When I worked in Florida designing building mechanical systems, I always preferred to have the union shops do the implementation. The union had a strong apprenticeship program, so all the workers were qualified, and followed best practices to a tee. They worked hard, and took pride in their work. For this they made about 20% more than the non-union shops, who picked up whoever off the street, and cut corners when you weren't looking. The premium was worth every penny.
The UAW, on the other hand, is a bad joke. You say management gets the union they deserve? Well, it's not 1936 anymore, and that's where the UAW was stuck, and is only a little better now. They obtained legal monopoly power, and used it to devastating effect. The companies are forbidden from working together, so when the union strikes one of them, they have to cave, because the sales they lose to their competitors will never be recouped.
You could fill a book with stories, but I'll share a few. In 1993, times were good, so the companies were making money, and agreed to a contract that virtually guaranteed employment, and turned labor in to a fixed cost. The union repaid the generosity with a series of targeted strikes that caused massive disruption to the supply chain. The domestics had adopted the "just in time" manufacturing strategy pioneered by the Japanese. But where it gave the non-union transplants great efficiency gains, it meant that a strike at one GM plant caused the closure of 130 other plants, put 200,000 employees out of work (making most of their regular pay), and cost GM $2 Billion that could have been spent on product development.
Just recently, I did a technology show at one of the Big Three. The room needed to be rearranged from classroom seating to a more open layout. We waited 45 minutes for the proper union members to show up to move the tables, but when it got close to show time, we just moved the tables ourselves. Of course, just as we finished, they showed up, bitching about our rules violations and threatening to file a grievance. I'm sure they had a good laugh at us doing their work for them, and feeling fearful for doing so. That would never happen at Toyota or VW facility; without a union, common sense can prevail and the work can get done in a reasonable fashion.
I have seen with my own eyes workers asleep in cars on the plant floor, assisted by deliberate sabotage that halted the line. While the line was stopped, work rules prohibited anyone from doing anything productive, including clean up after themselves; that was the job of the sweeper.
Speaking of sweepers, my father in law was a millwright, a craftsman and artisan. He was the one they called when the $4 million machine that makes $100 a minute went down, and he would bring it back on line with a quickness. He made exactly the same as the idiot who got to goof off because he was worthless, and $1 an hour more than the sweeper who was nowhere to be found when there was sweeping to be done. That wasn't management's fault, they wanted to reward good performance, but union rules they had to swallow prevented it.
The UAW was able to gather up all kinds of workers, such that guys that cut the grass made five times what the market said they were worth.
The VW workers make a fair wage and are treated well, so they don't feel they need a union. And they are right to resist paying hefty dues that are spent on political campaigns they have no say in and may not agree with. And the Republicans have every reason to exercise their constitutional right of free speech to speak out, since they are the target of the UAW political spending.
A skilled, hard working employee with a good attitude who contributes to his employer's success is worth his $55 an hour. But when the union says he can't make more than the lazy, absent slouch with a poisonous attitude, the union is wrong.
Truth is like poetry.
And most people fucking hate poetry.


## Your assignment:
Could you return each line below without altering a word?

Segment Start: Dataset entries

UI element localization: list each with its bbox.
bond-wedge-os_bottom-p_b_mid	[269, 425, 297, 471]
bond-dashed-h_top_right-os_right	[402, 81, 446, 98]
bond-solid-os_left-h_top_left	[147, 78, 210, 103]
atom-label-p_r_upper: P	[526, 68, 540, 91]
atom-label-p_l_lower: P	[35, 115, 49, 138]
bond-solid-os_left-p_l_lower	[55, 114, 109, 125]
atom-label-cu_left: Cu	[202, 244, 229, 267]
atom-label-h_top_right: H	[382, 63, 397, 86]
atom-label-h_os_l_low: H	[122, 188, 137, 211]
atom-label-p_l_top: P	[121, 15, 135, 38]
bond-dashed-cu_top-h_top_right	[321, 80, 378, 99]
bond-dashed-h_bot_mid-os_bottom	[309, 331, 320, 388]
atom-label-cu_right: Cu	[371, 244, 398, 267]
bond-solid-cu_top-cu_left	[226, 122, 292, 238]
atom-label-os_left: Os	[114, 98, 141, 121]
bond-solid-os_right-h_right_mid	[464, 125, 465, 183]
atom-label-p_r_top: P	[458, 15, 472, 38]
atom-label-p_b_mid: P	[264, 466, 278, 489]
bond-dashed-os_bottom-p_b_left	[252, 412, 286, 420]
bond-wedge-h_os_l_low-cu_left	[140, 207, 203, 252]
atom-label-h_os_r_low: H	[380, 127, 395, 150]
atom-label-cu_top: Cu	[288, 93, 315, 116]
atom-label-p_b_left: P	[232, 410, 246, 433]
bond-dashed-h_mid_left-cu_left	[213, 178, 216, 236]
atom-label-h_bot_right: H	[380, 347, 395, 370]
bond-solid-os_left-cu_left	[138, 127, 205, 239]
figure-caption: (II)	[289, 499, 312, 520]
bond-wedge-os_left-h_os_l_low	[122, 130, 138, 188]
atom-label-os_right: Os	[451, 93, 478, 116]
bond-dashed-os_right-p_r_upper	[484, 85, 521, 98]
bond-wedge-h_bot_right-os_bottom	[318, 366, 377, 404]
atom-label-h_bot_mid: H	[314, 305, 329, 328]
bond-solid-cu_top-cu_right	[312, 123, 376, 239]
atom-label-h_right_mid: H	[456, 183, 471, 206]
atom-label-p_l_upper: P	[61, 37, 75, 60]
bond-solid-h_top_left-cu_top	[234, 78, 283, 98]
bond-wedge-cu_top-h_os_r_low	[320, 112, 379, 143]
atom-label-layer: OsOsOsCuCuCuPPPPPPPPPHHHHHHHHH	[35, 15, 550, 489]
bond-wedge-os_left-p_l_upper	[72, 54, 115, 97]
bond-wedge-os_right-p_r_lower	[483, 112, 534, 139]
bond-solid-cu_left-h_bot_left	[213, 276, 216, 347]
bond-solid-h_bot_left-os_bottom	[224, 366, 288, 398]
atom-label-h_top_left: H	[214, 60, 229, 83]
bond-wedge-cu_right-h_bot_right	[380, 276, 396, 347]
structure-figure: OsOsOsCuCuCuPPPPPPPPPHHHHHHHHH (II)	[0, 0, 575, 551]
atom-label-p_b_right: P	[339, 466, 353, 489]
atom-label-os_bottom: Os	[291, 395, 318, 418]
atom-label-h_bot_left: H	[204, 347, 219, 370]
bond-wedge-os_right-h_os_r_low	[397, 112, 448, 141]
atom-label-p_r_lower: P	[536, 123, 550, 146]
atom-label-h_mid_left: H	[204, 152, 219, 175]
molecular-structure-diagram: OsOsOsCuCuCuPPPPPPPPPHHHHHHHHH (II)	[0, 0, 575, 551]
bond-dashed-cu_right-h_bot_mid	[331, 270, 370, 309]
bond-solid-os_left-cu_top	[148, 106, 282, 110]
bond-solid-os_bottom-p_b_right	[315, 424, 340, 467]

Segment End: Dataset entries

## Solution:
UI element localization: list each with its bbox.
bond-wedge-os_bottom-p_b_mid	[269, 425, 297, 471]
bond-dashed-h_top_right-os_right	[402, 81, 446, 98]
bond-solid-os_left-h_top_left	[147, 78, 210, 103]
atom-label-p_r_upper: P	[526, 68, 540, 91]
atom-label-p_l_lower: P	[35, 115, 49, 138]
bond-solid-os_left-p_l_lower	[55, 114, 109, 125]
atom-label-cu_left: Cu	[202, 244, 229, 267]
atom-label-h_top_right: H	[382, 63, 397, 86]
atom-label-h_os_l_low: H	[122, 188, 137, 211]
atom-label-p_l_top: P	[121, 15, 135, 38]
bond-dashed-cu_top-h_top_right	[321, 80, 378, 99]
bond-dashed-h_bot_mid-os_bottom	[309, 331, 320, 388]
atom-label-cu_right: Cu	[371, 244, 398, 267]
bond-solid-cu_top-cu_left	[226, 122, 292, 238]
atom-label-os_left: Os	[114, 98, 141, 121]
bond-solid-os_right-h_right_mid	[464, 125, 465, 183]
atom-label-p_r_top: P	[458, 15, 472, 38]
atom-label-p_b_mid: P	[264, 466, 278, 489]
bond-dashed-os_bottom-p_b_left	[252, 412, 286, 420]
bond-wedge-h_os_l_low-cu_left	[140, 207, 203, 252]
atom-label-h_os_r_low: H	[380, 127, 395, 150]
atom-label-cu_top: Cu	[288, 93, 315, 116]
atom-label-p_b_left: P	[232, 410, 246, 433]
bond-dashed-h_mid_left-cu_left	[213, 178, 216, 236]
atom-label-h_bot_right: H	[380, 347, 395, 370]
bond-solid-os_left-cu_left	[138, 127, 205, 239]
figure-caption: (II)	[289, 499, 312, 520]
bond-wedge-os_left-h_os_l_low	[122, 130, 138, 188]
atom-label-os_right: Os	[451, 93, 478, 116]
bond-dashed-os_right-p_r_upper	[484, 85, 521, 98]
bond-wedge-h_bot_right-os_bottom	[318, 366, 377, 404]
atom-label-h_bot_mid: H	[314, 305, 329, 328]
bond-solid-cu_top-cu_right	[312, 123, 376, 239]
atom-label-h_right_mid: H	[456, 183, 471, 206]
atom-label-p_l_upper: P	[61, 37, 75, 60]
bond-solid-h_top_left-cu_top	[234, 78, 283, 98]
bond-wedge-cu_top-h_os_r_low	[320, 112, 379, 143]
atom-label-layer: OsOsOsCuCuCuPPPPPPPPPHHHHHHHHH	[35, 15, 550, 489]
bond-wedge-os_left-p_l_upper	[72, 54, 115, 97]
bond-wedge-os_right-p_r_lower	[483, 112, 534, 139]
bond-solid-cu_left-h_bot_left	[213, 276, 216, 347]
bond-solid-h_bot_left-os_bottom	[224, 366, 288, 398]
atom-label-h_top_left: H	[214, 60, 229, 83]
bond-wedge-cu_right-h_bot_right	[380, 276, 396, 347]
structure-figure: OsOsOsCuCuCuPPPPPPPPPHHHHHHHHH (II)	[0, 0, 575, 551]
atom-label-p_b_right: P	[339, 466, 353, 489]
atom-label-os_bottom: Os	[291, 395, 318, 418]
atom-label-h_bot_left: H	[204, 347, 219, 370]
bond-wedge-os_right-h_os_r_low	[397, 112, 448, 141]
atom-label-p_r_lower: P	[536, 123, 550, 146]
atom-label-h_mid_left: H	[204, 152, 219, 175]
molecular-structure-diagram: OsOsOsCuCuCuPPPPPPPPPHHHHHHHHH (II)	[0, 0, 575, 551]
bond-dashed-cu_right-h_bot_mid	[331, 270, 370, 309]
bond-solid-os_left-cu_top	[148, 106, 282, 110]
bond-solid-os_bottom-p_b_right	[315, 424, 340, 467]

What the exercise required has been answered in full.